The prediction of electromagnetic spectra for MXene-based solar absorbers is a computationally intensive task, traditionally addressed using full-wave solvers. This study introduces an efficient deep learning framework incorporating transfer learning, multi-channel spectral refinement (MCSR), and Savitzky-Golay smoothing to accelerate and enhance spectral prediction accuracy. The proposed architecture leverages a pretrained MobileNetV2 model, fine-tuned to predict 102-point absorption spectra from metasurface designs. Additionally, the MCSR module processes the feature map through multi-channel convolutions, enhancing feature extraction, while Savitzky-Golay smoothing mitigates high-frequency noise. Experimental evaluations demonstrate that the proposed model significantly outperforms baseline Convolutional Neural Network (CNN) and deformable CNN models, achieving an average root mean squared error (RMSE) of 0.0245, coefficient of determination of 0.9578, and peak signal-to-noise ratio (PSNR) of 32.98 dB. The proposed framework presents a scalable and computationally efficient alternative to conventional solvers, positioning it as a viable candidate for rapid spectral prediction in nanophotonic design workflows.
Paper Structure (20 sections, 7 equations, 6 figures, 3 tables)

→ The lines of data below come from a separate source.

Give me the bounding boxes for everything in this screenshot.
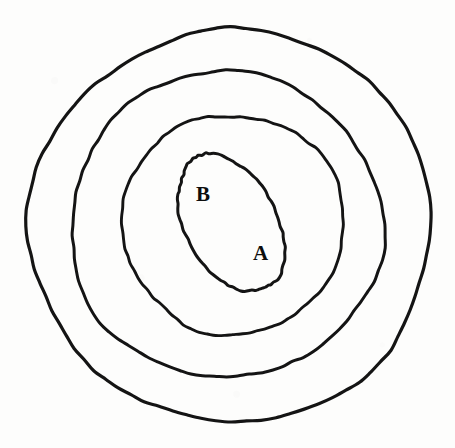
region-label-a: A — [253, 243, 268, 264]
contour-canvas — [0, 0, 455, 448]
contour-diagram-figure: B A — [0, 0, 455, 448]
region-label-b: B — [196, 184, 210, 205]
figure-background — [0, 0, 455, 448]
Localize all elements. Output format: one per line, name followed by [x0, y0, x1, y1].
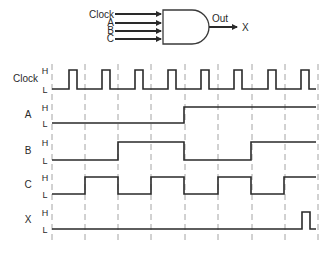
level-low-label: L	[42, 119, 47, 129]
signal-a: AHL	[25, 103, 316, 129]
waveform	[52, 212, 316, 229]
and-gate	[163, 10, 209, 44]
signal-label: B	[25, 145, 32, 156]
input-label-c: C	[107, 33, 114, 44]
signal-label: C	[24, 179, 31, 190]
signal-label: Clock	[13, 73, 39, 84]
output-target-label: X	[242, 22, 249, 33]
level-low-label: L	[42, 156, 47, 166]
timing-signals: ClockHLAHLBHLCHLXHL	[13, 66, 316, 235]
level-high-label: H	[42, 138, 49, 148]
waveform	[52, 177, 316, 194]
signal-clock: ClockHL	[13, 66, 316, 95]
level-high-label: H	[42, 208, 49, 218]
timing-grid	[52, 64, 318, 244]
waveform	[52, 107, 316, 123]
waveform	[52, 142, 316, 160]
gate-inputs	[115, 14, 161, 39]
signal-c: CHL	[24, 173, 316, 200]
level-high-label: H	[42, 66, 49, 76]
waveform	[52, 70, 316, 89]
signal-x: XHL	[25, 208, 316, 235]
signal-b: BHL	[25, 138, 316, 166]
level-high-label: H	[42, 103, 49, 113]
level-low-label: L	[42, 85, 47, 95]
signal-label: A	[25, 109, 32, 120]
level-low-label: L	[42, 225, 47, 235]
logic-diagram: Clock A B C Out X ClockHLAHLBHLCHLXHL	[0, 0, 331, 253]
output-label: Out	[212, 13, 228, 24]
level-high-label: H	[42, 173, 49, 183]
signal-label: X	[25, 214, 32, 225]
level-low-label: L	[42, 190, 47, 200]
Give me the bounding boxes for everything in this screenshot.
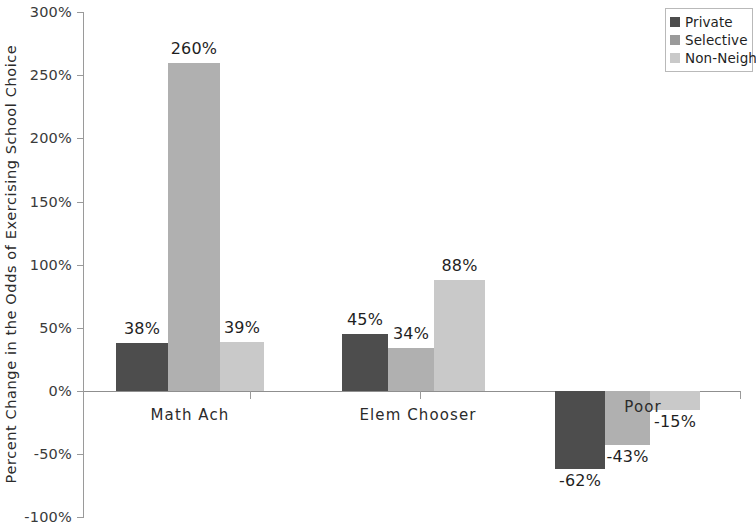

This paper contains 20 sections, 7 equations, 6 figures, 3 tables.

Figures (6)

  • Figure 1: (a) Three-layer MIM metasurface-based absorber comprising a top MXene layer, middle SiO$_2$ substrate, and bottom silver reflector. (b) Corresponding absorption spectra demonstrating dual-band absorption.
  • Figure 2: Proposed Multi-Channel Spectral Refinement and Savitzky-Golay smoothing framework integrated with MobileNetV2.
  • Figure 3: (Top): Training (left) and validation (right) loss curves for the proposed model. The (bottom) plots illustrate the confidence interval across multiple runs, indicating consistent performance.
  • Figure 4: Comparison of the predicted vs. actual spectra for six representative metasurface designs. The model accurately captures both broadband and narrowband absorption features, benefiting from the MCSR and smoothing layers.
  • Figure 5: Model complexity vs. accuracy: Number of parameters vs. $R^2$ score for CNN, Deformable CNN, and Proposed Model.